CBeck113 wrote:Sorry, but no one here is going to do this project for you, but I'm sure you'll get a lot of tips. Here's one, just to make sure I'm not completely wrong:
Since you're still in school, go some place where you know that there are daily traffic jams for the rush hour traffic. Pay very good attention, since it happens so fast that you may not realize it. But the mechanism behind it is pure physics.
Good luck!
P.S.: Ask specific questions about the theory and you will be helped. I don't want to be mean, but you will only learn it when you do all the work yourselves.
Yeah, I must agree, indeed CBeck113 is not being mean, he is really helping you in the long run. Being able to analyze a problem and being able to look at a puzzle and break it down will serve you well in any walk of life. The ability to analyze problems is often the deciding factor between who is the boss and who is the grunt worker.

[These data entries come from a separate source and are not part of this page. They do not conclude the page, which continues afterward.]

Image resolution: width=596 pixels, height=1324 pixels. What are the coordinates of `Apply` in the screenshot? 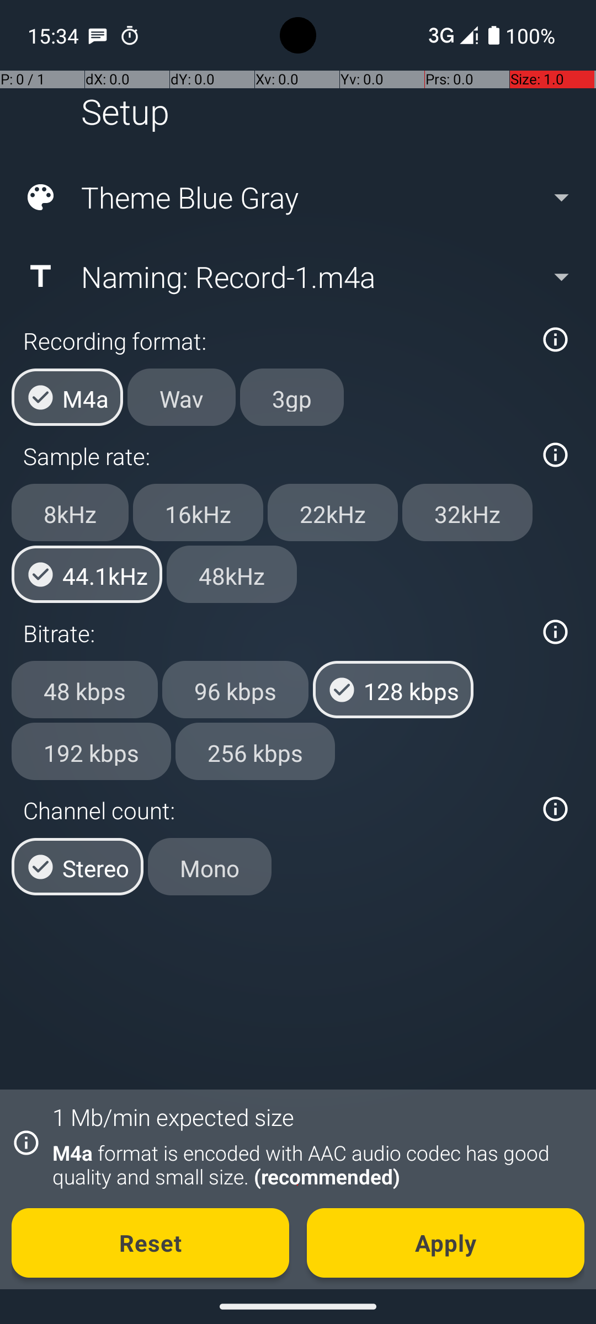 It's located at (446, 1243).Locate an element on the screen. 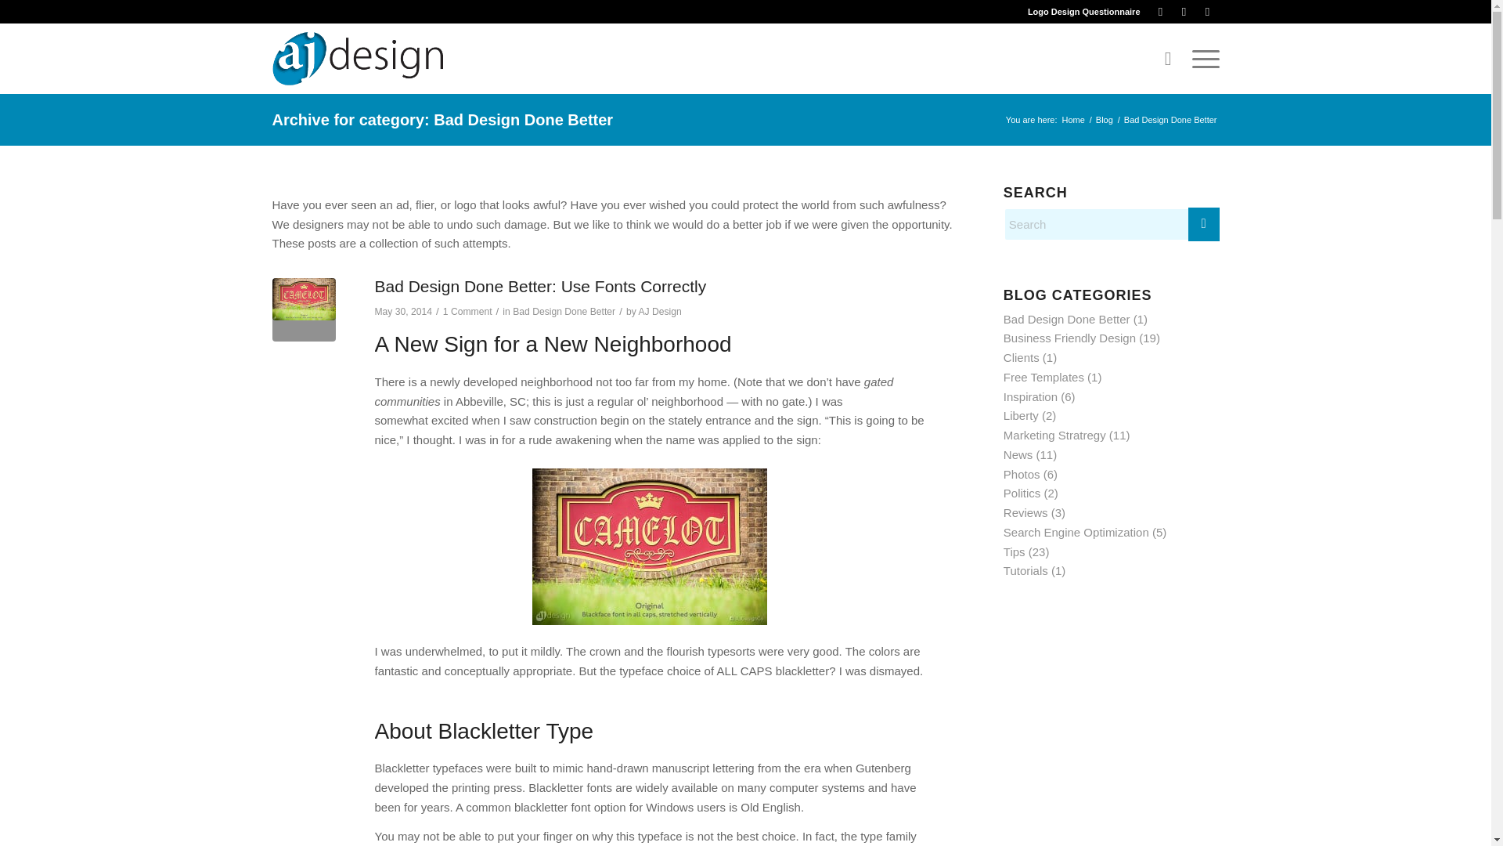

Traffic management studies must be a project assigned at the University of Toledo near my house, because every summer I see college kids sitting in lawn chairs counting cars at many of the intersections near the University. I suggest that you do the same. Rather than ask "How do I stop traffic jams?" Write a hypothesis about why you think traffic jams start, and then use your analysis methods to test that hypothesis. You must be willing to accept that your hypothesis is wrong, but that does not mean that your data is not valuable.